The Portland Trail Blazers made major roster changes during the last two weeks of June, 2025. They traded guard Anfernee Simons for Jrue Holiday, drafted center Yang Hansen, and bought out veteran pivot Deandre Ayton. Their 2025-26 rotation is starting to coalesce.
If things remain the same, Holiday and Scoot Henderson should split time at point guard. Shaedon Sharpe, Deni Avdija, and Toumani Camara should have relatively clear runways to blossom in the wing and forward positions, complicated only by the remaining presence of Jerami Grant. Hansen and sophomore Donovan Clingan will tag-team at center.
Though the lineup looks cleaner, it remains to be seen whether they will actually be better next season than they were last. In particular, those assembled eight players lack a quality considered critical to most successful teams in the modern NBA: three-point shooting.
The Blazers ranked 26th in the NBA last year shooting beyond the arc. Through the first months of the off-season, they have thumbed their noses at those percentages, doing nothing to improve their lot.
Portland’s best shooter by far in 2024-25 was Matisse Thybulle, who fired at a 43.8% clip from range. He’s still with the team, but that mark comes with caveats. He played only 15 games. That percentage represents a near-unbelievable increase from his 34.6% mark the season before, which is also near-identical to his career average. It’s likely Thybulle simply got on a hot streak during a limited run. Even if he didn’t, he’s not going to be featured in the upper rotation for Portland.
Jabari Walker came next for Portland in the three-point parade. He shot 38.9% beyond the arc. The Blazers let him sign with the Philadelphia 76ers in the offseason.
After that we have a small group of players averaging in the 36-37% range: Camara (.375), Avdija (.365), Grant (.365), and Henderson (.354). Simons (.363) also sat in this group, but he’s gone, obviously. The Blazers need to pray that these major rotation players all spend the summer working on their marksmanship. That’s the best hope for improvement.
Holiday, their recently-acquired guard, has a career average of 37.0% from three-point distance. He shot a career high 42.9% two seasons ago, his first year in Boston. But he managed only 35.3% last season, lower than Simons, the player the Blazers traded for him.
Below Holiday we find the Robert Williams line. Robert Williams III is a center, an inside scorer, hardly known for his three-point shooting. He shot just three triples last year, hitting one, for a percentage of 33.3%. Everyone else on Portland’s roster fell below that mark. In other words, they were worse than the guy who can’t shoot. That pretty much sums up the situation.
Recapping: The Blazers have one three-point shooter who won’t crack the top eight of the rotation, plus another they gave up in free agency who wouldn’t have played much either. Their next five players are around average but they traded one for a guy who’s not quite shooting as well. The three-pointer isn’t a reliable part of the arsenal of anybody else on the team.
Portland appears to be bucking the modern trend, deciding that athleticism and speed are more important than distance shooting. There’s some precedent. This year’s NBA Finals participants did not rely on the three-pointer overmuch. The Indiana Pacers were 21st in the league in three-point shots attempted, the Oklahoma City Thunder 10th...still top-third but barely. The difference is, Indiana was 9th in three-point percentage and OKC 6th. When they did take long shots, they tended to hit them. Portland doesn’t.
It’s not impossible for the Blazers to succeed without a credible three-point attack. It puts far more pressure on their defense to generate easy shots at tempo and on their halfcourt offense to produce reliable percentage looks. That’s a tall order for a young, learning team salted with a couple veterans who aren’t fantastic shooters themselves.
This will certainly be an item to flag as the Blazers continue to evolve towards next season, then as they take the floor for the new campaign.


* **Goal of the exercise**
Copy every record exactly, with nothing left out.

* **Figure collection entries**
--- START ---
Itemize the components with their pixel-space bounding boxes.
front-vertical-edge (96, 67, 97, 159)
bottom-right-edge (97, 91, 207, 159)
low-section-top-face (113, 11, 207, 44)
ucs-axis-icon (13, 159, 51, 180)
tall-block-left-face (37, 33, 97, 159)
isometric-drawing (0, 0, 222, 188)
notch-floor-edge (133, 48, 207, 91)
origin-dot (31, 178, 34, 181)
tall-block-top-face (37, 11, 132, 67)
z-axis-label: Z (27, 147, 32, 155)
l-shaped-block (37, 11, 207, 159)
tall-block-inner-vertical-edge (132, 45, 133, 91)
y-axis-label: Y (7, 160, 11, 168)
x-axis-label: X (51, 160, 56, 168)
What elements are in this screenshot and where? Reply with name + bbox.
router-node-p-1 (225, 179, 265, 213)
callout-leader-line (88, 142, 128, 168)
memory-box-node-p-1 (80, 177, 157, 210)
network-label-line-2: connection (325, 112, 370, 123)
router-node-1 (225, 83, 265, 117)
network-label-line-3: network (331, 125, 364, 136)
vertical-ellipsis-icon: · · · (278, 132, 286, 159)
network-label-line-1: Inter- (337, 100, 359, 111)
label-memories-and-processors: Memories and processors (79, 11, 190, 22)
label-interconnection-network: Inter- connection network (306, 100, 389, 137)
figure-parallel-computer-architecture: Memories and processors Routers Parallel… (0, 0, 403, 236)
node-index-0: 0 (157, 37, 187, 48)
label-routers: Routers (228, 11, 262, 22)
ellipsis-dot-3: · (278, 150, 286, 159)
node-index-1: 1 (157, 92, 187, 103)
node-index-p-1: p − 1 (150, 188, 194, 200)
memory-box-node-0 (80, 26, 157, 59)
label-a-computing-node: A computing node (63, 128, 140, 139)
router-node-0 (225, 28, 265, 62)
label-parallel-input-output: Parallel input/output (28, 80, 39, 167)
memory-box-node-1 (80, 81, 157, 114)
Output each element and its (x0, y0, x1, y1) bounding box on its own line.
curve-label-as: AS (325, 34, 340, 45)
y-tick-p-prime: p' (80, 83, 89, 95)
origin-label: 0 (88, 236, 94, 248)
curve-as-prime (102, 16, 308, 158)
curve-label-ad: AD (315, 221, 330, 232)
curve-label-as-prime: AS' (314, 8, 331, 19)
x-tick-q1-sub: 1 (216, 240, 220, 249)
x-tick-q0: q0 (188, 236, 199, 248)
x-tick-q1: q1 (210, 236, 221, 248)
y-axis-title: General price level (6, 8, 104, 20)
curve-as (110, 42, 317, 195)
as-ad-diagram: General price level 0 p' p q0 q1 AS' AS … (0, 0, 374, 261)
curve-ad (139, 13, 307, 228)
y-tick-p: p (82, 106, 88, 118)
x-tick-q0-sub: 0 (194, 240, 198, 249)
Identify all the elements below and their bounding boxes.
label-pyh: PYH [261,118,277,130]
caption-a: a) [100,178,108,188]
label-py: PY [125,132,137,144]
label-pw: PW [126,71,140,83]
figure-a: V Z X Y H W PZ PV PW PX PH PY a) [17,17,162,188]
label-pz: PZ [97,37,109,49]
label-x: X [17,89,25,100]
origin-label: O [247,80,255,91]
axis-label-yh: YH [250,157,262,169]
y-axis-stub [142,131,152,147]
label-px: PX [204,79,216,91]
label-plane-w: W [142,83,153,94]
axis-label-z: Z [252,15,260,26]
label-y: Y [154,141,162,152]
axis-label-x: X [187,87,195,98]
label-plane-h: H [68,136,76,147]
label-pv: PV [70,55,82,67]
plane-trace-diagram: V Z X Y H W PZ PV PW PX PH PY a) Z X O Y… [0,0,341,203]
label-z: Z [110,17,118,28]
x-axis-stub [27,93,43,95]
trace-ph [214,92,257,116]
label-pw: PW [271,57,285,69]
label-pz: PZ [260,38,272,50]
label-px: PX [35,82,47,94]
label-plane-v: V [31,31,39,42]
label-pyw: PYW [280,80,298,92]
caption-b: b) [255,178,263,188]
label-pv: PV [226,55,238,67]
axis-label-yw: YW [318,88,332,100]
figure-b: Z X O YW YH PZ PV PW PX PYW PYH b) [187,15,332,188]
--- END ---
* **Task solution**
Itemize the components with their pixel-space bounding boxes.
front-vertical-edge (96, 67, 97, 159)
bottom-right-edge (97, 91, 207, 159)
low-section-top-face (113, 11, 207, 44)
ucs-axis-icon (13, 159, 51, 180)
tall-block-left-face (37, 33, 97, 159)
isometric-drawing (0, 0, 222, 188)
notch-floor-edge (133, 48, 207, 91)
origin-dot (31, 178, 34, 181)
tall-block-top-face (37, 11, 132, 67)
z-axis-label: Z (27, 147, 32, 155)
l-shaped-block (37, 11, 207, 159)
tall-block-inner-vertical-edge (132, 45, 133, 91)
y-axis-label: Y (7, 160, 11, 168)
x-axis-label: X (51, 160, 56, 168)
What elements are in this screenshot and where? Reply with name + bbox.
router-node-p-1 (225, 179, 265, 213)
callout-leader-line (88, 142, 128, 168)
memory-box-node-p-1 (80, 177, 157, 210)
network-label-line-2: connection (325, 112, 370, 123)
router-node-1 (225, 83, 265, 117)
network-label-line-3: network (331, 125, 364, 136)
vertical-ellipsis-icon: · · · (278, 132, 286, 159)
network-label-line-1: Inter- (337, 100, 359, 111)
label-memories-and-processors: Memories and processors (79, 11, 190, 22)
label-interconnection-network: Inter- connection network (306, 100, 389, 137)
figure-parallel-computer-architecture: Memories and processors Routers Parallel… (0, 0, 403, 236)
node-index-0: 0 (157, 37, 187, 48)
label-routers: Routers (228, 11, 262, 22)
ellipsis-dot-3: · (278, 150, 286, 159)
node-index-1: 1 (157, 92, 187, 103)
node-index-p-1: p − 1 (150, 188, 194, 200)
memory-box-node-0 (80, 26, 157, 59)
label-a-computing-node: A computing node (63, 128, 140, 139)
router-node-0 (225, 28, 265, 62)
label-parallel-input-output: Parallel input/output (28, 80, 39, 167)
memory-box-node-1 (80, 81, 157, 114)
Output each element and its (x0, y0, x1, y1) bounding box on its own line.
curve-label-as: AS (325, 34, 340, 45)
y-tick-p-prime: p' (80, 83, 89, 95)
origin-label: 0 (88, 236, 94, 248)
curve-as-prime (102, 16, 308, 158)
curve-label-ad: AD (315, 221, 330, 232)
curve-label-as-prime: AS' (314, 8, 331, 19)
x-tick-q1-sub: 1 (216, 240, 220, 249)
x-tick-q0: q0 (188, 236, 199, 248)
x-tick-q1: q1 (210, 236, 221, 248)
y-axis-title: General price level (6, 8, 104, 20)
curve-as (110, 42, 317, 195)
as-ad-diagram: General price level 0 p' p q0 q1 AS' AS … (0, 0, 374, 261)
curve-ad (139, 13, 307, 228)
y-tick-p: p (82, 106, 88, 118)
x-tick-q0-sub: 0 (194, 240, 198, 249)
Identify all the elements below and their bounding boxes.
label-pyh: PYH [261,118,277,130]
caption-a: a) [100,178,108,188]
label-py: PY [125,132,137,144]
label-pw: PW [126,71,140,83]
figure-a: V Z X Y H W PZ PV PW PX PH PY a) [17,17,162,188]
label-pz: PZ [97,37,109,49]
label-x: X [17,89,25,100]
origin-label: O [247,80,255,91]
axis-label-yh: YH [250,157,262,169]
y-axis-stub [142,131,152,147]
label-px: PX [204,79,216,91]
label-plane-w: W [142,83,153,94]
axis-label-z: Z [252,15,260,26]
label-y: Y [154,141,162,152]
axis-label-x: X [187,87,195,98]
label-plane-h: H [68,136,76,147]
label-pv: PV [70,55,82,67]
plane-trace-diagram: V Z X Y H W PZ PV PW PX PH PY a) Z X O Y… [0,0,341,203]
label-z: Z [110,17,118,28]
x-axis-stub [27,93,43,95]
trace-ph [214,92,257,116]
label-pw: PW [271,57,285,69]
label-pz: PZ [260,38,272,50]
label-px: PX [35,82,47,94]
label-plane-v: V [31,31,39,42]
label-pyw: PYW [280,80,298,92]
caption-b: b) [255,178,263,188]
label-pv: PV [226,55,238,67]
axis-label-yw: YW [318,88,332,100]
figure-b: Z X O YW YH PZ PV PW PX PYW PYH b) [187,15,332,188]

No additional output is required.